The connexion of caloric with the phenomena of motion has been virtually recognized by all those philosophers who have regarded heat and motion as identical. But it is obvious that there can be no motion without an agent; consequently, that they have confounded the effect with its cause.

versal force by which planets and all other bodies are held together:

2. That the particles of all bodies are surrounded by, and intimately combined with an exceedingly subtile, active, and mobile principle, which in certain proportions holds them together, but in larger proportions separates or decomposes them :

3. That the prevalent theory of physics which ascribes the phenomena of attraction to the inherent, or immaterial properties of ponderable matter, is fallacious, and wholly unsupported by evidence:

4. That there is no such thing as a perfect vacuum in nature; neither in the pores of bodies, nor in those widely extended pores of the universe, termed the planetary spaces:

5. That the inertia of matter is a philosophical fiction, because there is nothing quiescent in nature, or which possesses the power of not acting-neither in the starry heavens, nor in the frame of the earth. The sun revolves on his axis, and planets around the sun. The air, the ocean, and the solid ground are for ever in motion. The molecules of plants and animals are in a state of rapid circulation and change. Yea, the invisible atoms of inorganic matter are in a state of perpetual oscillation and transformation :

6. That the "unknown hypothetical æther' of Sir I. Newton is identical with a true phy

sical agent, the properties of which may be ascertained by the various mechanical, chemical, and physiological effects it produces that it causes the aggregation and chemical union of bodies, whether simple or compound, by virtue of its attraction for ponderable matter, and not by pressure, as supposed by Newton; while it causes evaporation, gasefaction, explosion, with all the separations and expansions of matter by virtue of its idio-repulsive power :

7. That if the earth were wholly deprived of caloric, it would become a stupid mass of inert and chaotic matter, without form, and void of all power of attraction and repulsion, of solidity, fluidity, &c.

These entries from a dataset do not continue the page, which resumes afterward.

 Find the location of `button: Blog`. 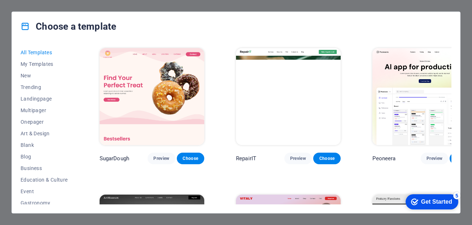

button: Blog is located at coordinates (44, 156).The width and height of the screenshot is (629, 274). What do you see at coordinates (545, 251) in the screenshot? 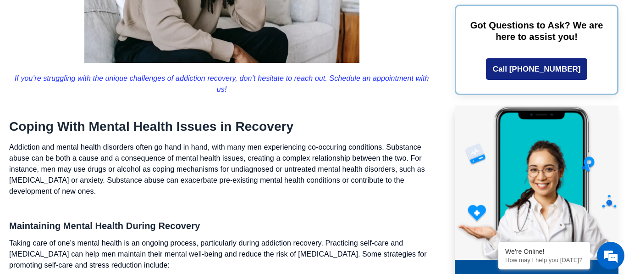
I see `div: We're Online!` at bounding box center [545, 251]. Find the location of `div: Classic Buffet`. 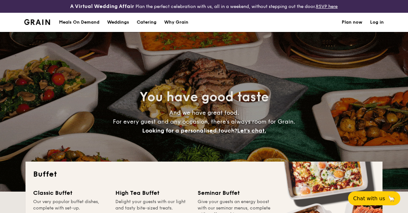

div: Classic Buffet is located at coordinates (70, 193).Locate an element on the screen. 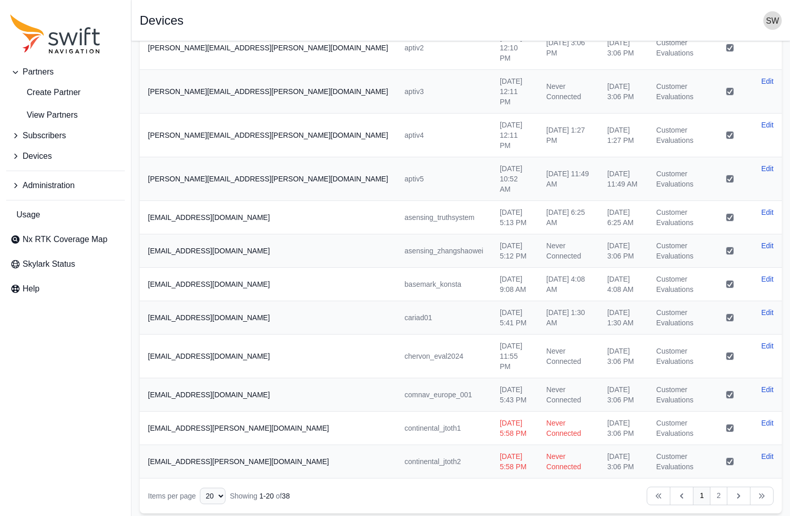 The width and height of the screenshot is (790, 516). nav: Table navigation is located at coordinates (461, 496).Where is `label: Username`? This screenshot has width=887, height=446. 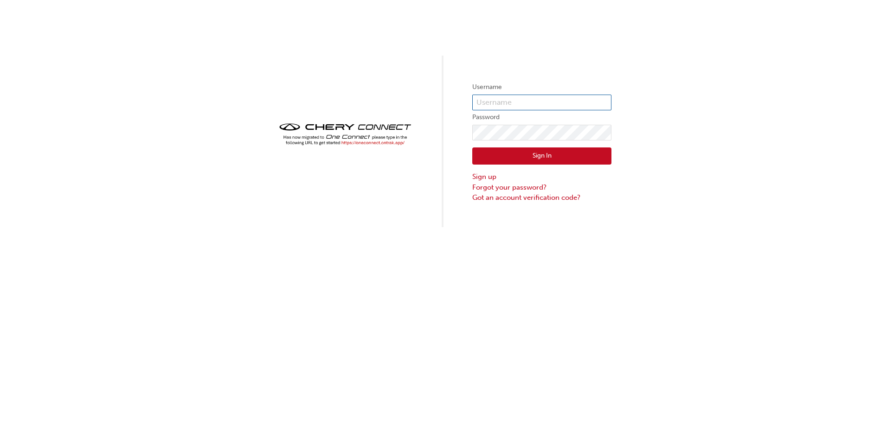 label: Username is located at coordinates (542, 87).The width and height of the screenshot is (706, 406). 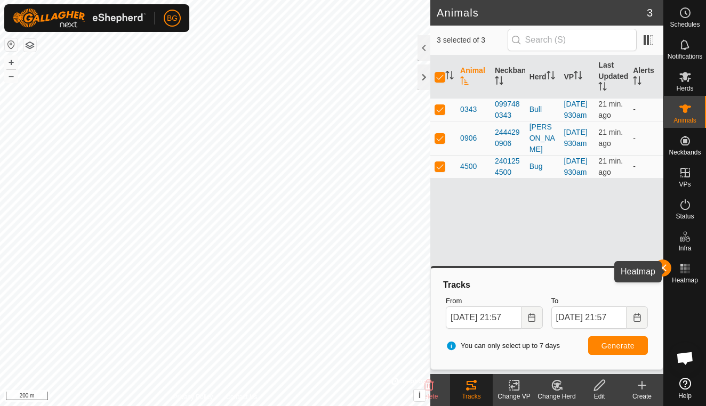 What do you see at coordinates (685, 389) in the screenshot?
I see `a: Help` at bounding box center [685, 389].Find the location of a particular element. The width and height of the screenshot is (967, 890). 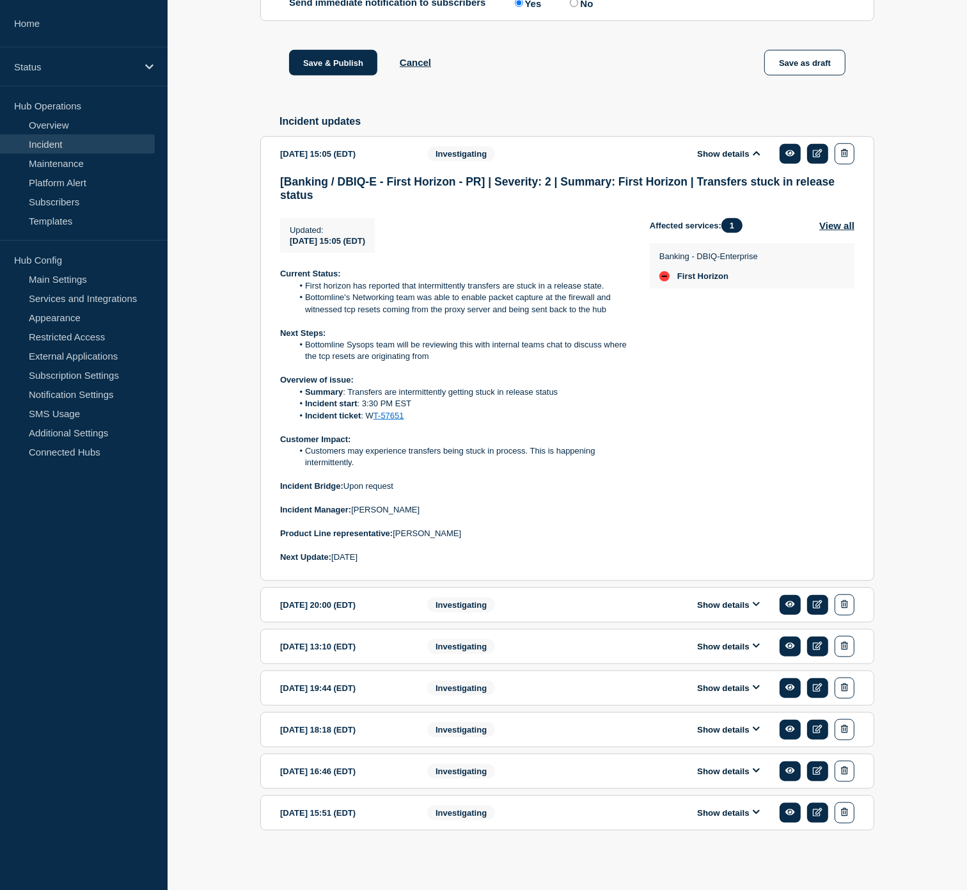

strong: Incident Manager: is located at coordinates (315, 509).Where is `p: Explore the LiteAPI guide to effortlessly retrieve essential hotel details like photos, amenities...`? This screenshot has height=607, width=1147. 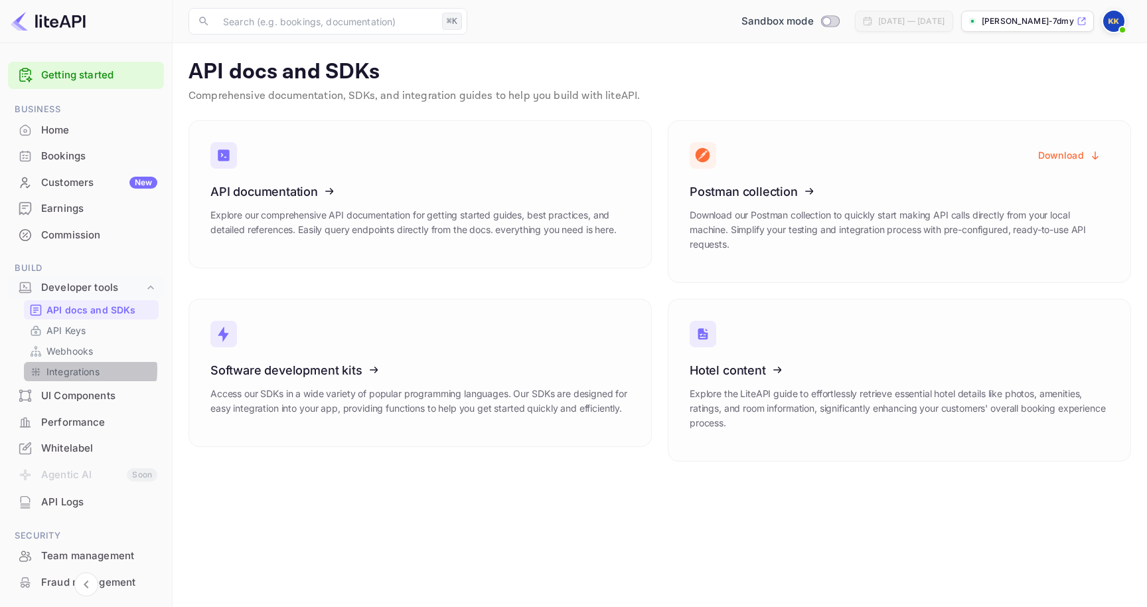
p: Explore the LiteAPI guide to effortlessly retrieve essential hotel details like photos, amenities... is located at coordinates (900, 408).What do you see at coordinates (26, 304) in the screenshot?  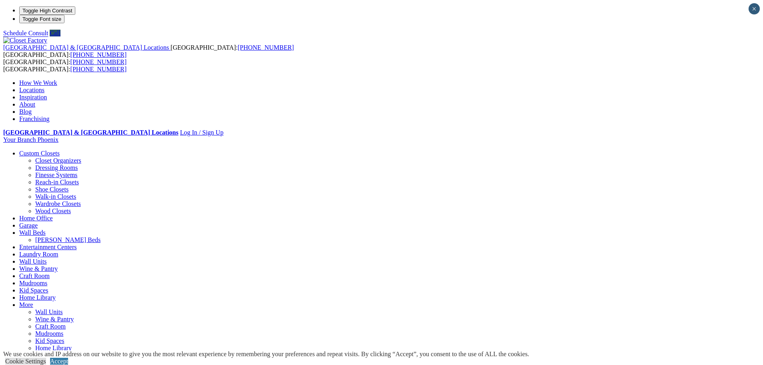 I see `a: More menu text will display only on big screen` at bounding box center [26, 304].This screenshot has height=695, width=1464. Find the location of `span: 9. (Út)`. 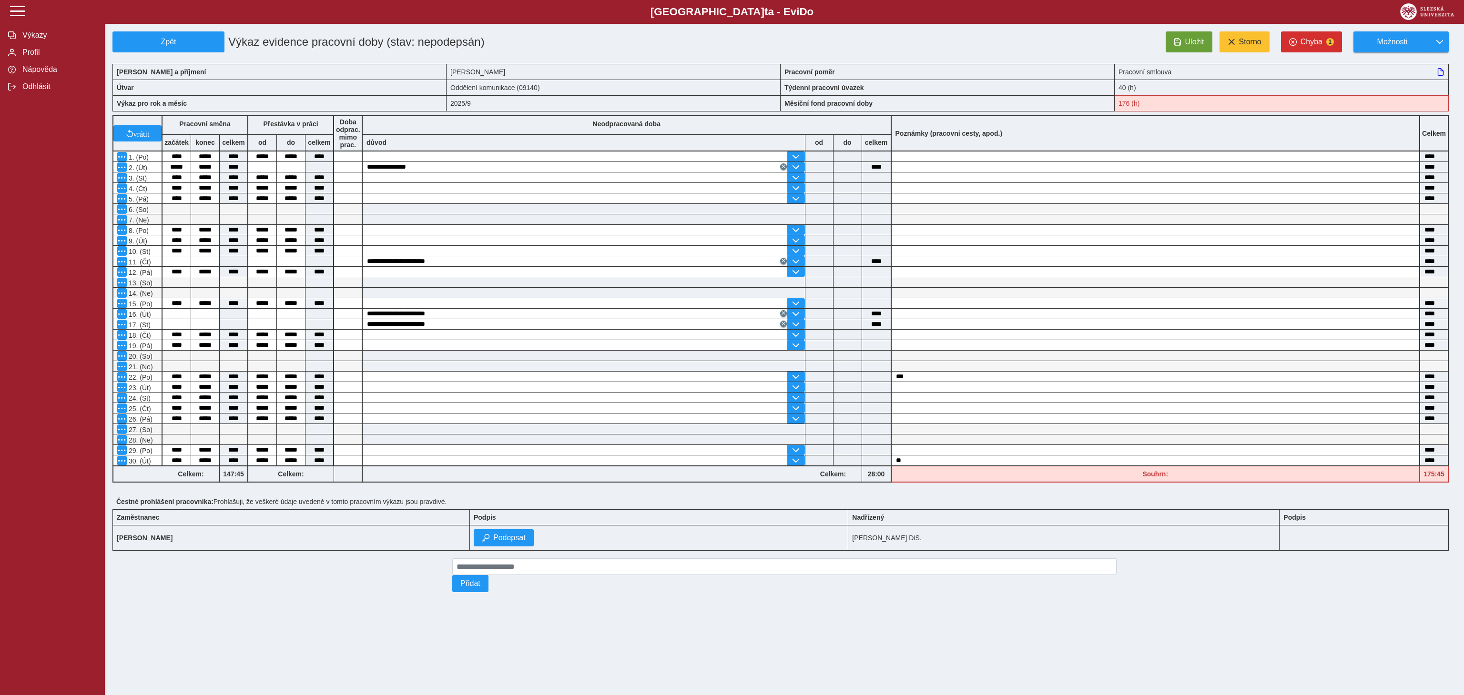

span: 9. (Út) is located at coordinates (137, 241).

8. That the total extinction of the solar fluid, (if such a thing were possible,) would mark the reign of everlasting stillness and death--that the same æthereal principle which lights up the universe with radiant glory, directs the planets through their orbits, and preserves them in a state of perpetual motion, circulation, and renovation: finally, that caloric is the first of second

causes.

BOOK III.

CHAPTER I.

Electricity.

"Nature will not deliver her oracles to the crowd, nor by sound of trumpet. We must open our minds to her in solitude, with the simplicity of children, and look earnestly in her face for a reply."

WALTER SAVAGE LANDOR.

THE grand requisite to a right understanding of nature, is to watch attentively all the changes that mark her progress, and the various circumstances by which they are attended. Perhaps there is not a more striking characteristic of the present age, than the vast amount of industry and talent that are devoted to the cultivation of separate branches of science, which cannot be understood but as connected parts of one harmonious system. The leading object of all science is to reduce a multitude of phenomena to some universal principle, or general law, which pervades the entire constitution of matter. But how is it possible to arrive at universal facts or fundamental laws, without regarding nature as a whole?